We are in Venice! Minus Joy, because she is still waiting for her passport. Public service announcement: If you need a new passport, imagine how long each stage would normally take and double it. This part of the State Department is so understaffed, or whatever, that it’s not even possible to get an appointment in a passport office anywhere in the United States right now. So Joy is in New York, at least, enjoying the opportunity to be there and see friends.

The Munchkin and I arrived late last night. There’s so much we could do and see here. We’re right by or in the old Jewish ghetto, which, if not the first such place in the world, was the one that gave us the term ghetto for a neighborhood to which people are confined. Nowadays the methods by which we keep people in their place are a bit more subtle, which enables the people outside the ghetto to tell themselves that if anyone is still stuck there, it’s their own fault. So we could go to the Museo Hebraico. We’ll go to San Marco and all its accoutrements, of course, but in the hopes that Joy will join us within a few days, I want to hold off on going to Murano, the island of glassblowers. We’ve seen a bunch of posters for the Biennale, and I’d like to go into some of those exhibits. The moment I was awake this morning, Munchkin (who had already been out and about) asked if I wanted to climb a spiral staircase to a great view, and I said yes, but the first available tickets are tomorrow at 11:30, so we’re going to go then: La Scala Contarini del Bovolo, a late 15th-century palazzo. Apparently, it was made famous to the rest of the world when it featured prominently in Orson Welles’s movie of Othello.

The main attraction of Venice, though—the reason it was top on my list of places to go this summer—is just the city itself. I wanted to wander the winding streets and cross canals and soak up the centuries-old architecture. In our two hours of meandering and getting some food, I was confirmed in my conviction that I could be very happy here without going to a single “historical attraction.”

For example: This was the view out my bedroom window this morning.

The building in the distance on the right has a Pride flag hanging out the window, third window from the right.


• _What the task asks_: Using the data below, work out how many lines contain "gridline", and report only that number.

--- --- ---

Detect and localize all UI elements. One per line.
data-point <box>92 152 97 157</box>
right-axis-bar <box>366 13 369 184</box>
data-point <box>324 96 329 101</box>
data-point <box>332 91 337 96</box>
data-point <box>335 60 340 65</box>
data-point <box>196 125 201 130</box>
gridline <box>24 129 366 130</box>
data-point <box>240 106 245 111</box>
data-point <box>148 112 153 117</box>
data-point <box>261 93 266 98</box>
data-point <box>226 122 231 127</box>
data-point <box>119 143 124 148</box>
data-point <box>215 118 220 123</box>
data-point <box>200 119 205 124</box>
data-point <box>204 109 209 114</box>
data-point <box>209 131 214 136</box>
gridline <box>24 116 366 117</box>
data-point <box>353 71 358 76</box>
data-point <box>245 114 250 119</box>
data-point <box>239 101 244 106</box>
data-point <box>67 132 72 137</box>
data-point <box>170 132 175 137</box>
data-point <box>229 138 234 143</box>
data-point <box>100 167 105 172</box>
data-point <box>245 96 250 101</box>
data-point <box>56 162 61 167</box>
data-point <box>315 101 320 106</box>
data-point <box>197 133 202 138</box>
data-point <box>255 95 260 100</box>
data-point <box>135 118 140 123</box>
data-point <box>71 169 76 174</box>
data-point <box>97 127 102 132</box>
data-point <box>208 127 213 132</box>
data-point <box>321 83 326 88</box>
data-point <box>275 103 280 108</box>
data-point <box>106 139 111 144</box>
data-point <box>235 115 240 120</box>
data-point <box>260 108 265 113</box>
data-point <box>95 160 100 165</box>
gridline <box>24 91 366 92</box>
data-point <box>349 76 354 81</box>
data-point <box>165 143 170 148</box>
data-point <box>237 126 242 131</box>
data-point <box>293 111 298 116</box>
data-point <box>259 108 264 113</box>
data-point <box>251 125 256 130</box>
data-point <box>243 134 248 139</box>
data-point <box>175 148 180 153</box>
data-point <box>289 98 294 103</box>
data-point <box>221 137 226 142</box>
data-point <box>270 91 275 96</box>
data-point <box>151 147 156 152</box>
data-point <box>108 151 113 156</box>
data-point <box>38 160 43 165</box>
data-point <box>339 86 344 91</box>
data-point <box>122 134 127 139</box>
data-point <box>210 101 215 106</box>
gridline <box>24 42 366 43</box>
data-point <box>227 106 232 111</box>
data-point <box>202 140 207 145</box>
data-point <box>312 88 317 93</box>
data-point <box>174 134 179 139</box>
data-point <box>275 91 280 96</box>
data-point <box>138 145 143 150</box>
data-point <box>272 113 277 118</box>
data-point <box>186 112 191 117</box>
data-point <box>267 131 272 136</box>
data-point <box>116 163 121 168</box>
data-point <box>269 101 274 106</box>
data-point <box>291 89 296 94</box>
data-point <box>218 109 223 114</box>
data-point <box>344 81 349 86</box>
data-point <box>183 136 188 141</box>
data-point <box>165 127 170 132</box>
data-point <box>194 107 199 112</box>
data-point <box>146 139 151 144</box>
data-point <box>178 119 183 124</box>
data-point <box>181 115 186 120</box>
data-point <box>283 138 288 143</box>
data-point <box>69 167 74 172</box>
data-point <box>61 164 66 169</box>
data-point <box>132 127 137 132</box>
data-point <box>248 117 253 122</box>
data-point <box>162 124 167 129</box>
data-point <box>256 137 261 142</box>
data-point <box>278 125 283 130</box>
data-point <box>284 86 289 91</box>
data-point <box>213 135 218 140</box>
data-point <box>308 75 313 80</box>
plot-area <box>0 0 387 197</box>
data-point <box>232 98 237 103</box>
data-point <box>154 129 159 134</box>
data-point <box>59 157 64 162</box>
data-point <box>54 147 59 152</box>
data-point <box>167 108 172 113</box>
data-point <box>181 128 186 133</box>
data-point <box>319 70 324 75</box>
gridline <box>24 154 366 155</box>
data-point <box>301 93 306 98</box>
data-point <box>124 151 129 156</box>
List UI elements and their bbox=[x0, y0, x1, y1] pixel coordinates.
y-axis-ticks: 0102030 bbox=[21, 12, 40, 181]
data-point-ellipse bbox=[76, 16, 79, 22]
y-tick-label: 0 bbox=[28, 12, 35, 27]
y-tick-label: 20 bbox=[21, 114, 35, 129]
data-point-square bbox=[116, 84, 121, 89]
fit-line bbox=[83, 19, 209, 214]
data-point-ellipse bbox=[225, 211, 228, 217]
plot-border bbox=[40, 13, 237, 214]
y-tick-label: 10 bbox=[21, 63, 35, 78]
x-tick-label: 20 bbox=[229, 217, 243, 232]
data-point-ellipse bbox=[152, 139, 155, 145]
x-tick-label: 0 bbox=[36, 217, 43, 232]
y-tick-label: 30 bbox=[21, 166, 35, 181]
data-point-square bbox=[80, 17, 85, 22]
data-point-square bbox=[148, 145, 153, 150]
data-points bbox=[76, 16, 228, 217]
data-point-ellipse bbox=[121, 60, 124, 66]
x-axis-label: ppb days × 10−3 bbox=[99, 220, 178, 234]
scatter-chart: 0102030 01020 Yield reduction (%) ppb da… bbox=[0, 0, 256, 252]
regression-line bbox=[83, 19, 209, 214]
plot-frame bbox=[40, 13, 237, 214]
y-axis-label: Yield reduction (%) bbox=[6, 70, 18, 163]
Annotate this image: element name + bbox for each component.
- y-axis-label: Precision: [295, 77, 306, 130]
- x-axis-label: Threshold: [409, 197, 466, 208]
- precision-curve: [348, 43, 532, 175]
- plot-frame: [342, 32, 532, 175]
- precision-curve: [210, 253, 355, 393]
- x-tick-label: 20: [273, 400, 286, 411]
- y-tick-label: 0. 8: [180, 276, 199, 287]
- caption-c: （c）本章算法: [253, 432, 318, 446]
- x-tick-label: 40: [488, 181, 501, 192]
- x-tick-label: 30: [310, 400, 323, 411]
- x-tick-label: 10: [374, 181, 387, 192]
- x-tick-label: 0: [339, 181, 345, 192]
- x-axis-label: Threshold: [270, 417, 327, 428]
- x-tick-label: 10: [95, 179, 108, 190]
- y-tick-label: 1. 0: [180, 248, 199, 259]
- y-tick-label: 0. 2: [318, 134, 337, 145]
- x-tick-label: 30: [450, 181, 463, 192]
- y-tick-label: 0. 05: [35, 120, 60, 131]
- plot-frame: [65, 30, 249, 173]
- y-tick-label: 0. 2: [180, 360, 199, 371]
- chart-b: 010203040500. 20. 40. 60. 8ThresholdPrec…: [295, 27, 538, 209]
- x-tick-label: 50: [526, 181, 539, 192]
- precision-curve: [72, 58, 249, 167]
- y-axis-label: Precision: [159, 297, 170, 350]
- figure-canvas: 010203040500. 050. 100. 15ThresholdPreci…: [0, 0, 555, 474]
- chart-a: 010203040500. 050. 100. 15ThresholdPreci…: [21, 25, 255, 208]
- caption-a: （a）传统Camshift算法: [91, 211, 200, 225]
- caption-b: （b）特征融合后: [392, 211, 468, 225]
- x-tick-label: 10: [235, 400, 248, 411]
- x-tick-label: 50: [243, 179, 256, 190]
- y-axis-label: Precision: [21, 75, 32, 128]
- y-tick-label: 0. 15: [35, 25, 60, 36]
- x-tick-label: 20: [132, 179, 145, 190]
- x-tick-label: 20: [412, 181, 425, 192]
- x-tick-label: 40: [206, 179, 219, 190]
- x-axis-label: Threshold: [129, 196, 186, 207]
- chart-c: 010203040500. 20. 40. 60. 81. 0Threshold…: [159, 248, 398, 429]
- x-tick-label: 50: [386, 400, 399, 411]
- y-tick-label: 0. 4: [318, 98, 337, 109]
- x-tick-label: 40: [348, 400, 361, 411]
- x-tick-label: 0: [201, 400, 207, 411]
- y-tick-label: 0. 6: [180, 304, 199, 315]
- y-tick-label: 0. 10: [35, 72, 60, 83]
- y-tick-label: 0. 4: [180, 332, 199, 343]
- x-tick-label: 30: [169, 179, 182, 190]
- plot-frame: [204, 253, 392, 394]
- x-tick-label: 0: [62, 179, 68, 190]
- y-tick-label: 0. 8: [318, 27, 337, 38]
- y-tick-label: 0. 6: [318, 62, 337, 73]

--- --- ---

• _Answer to the problem_: 5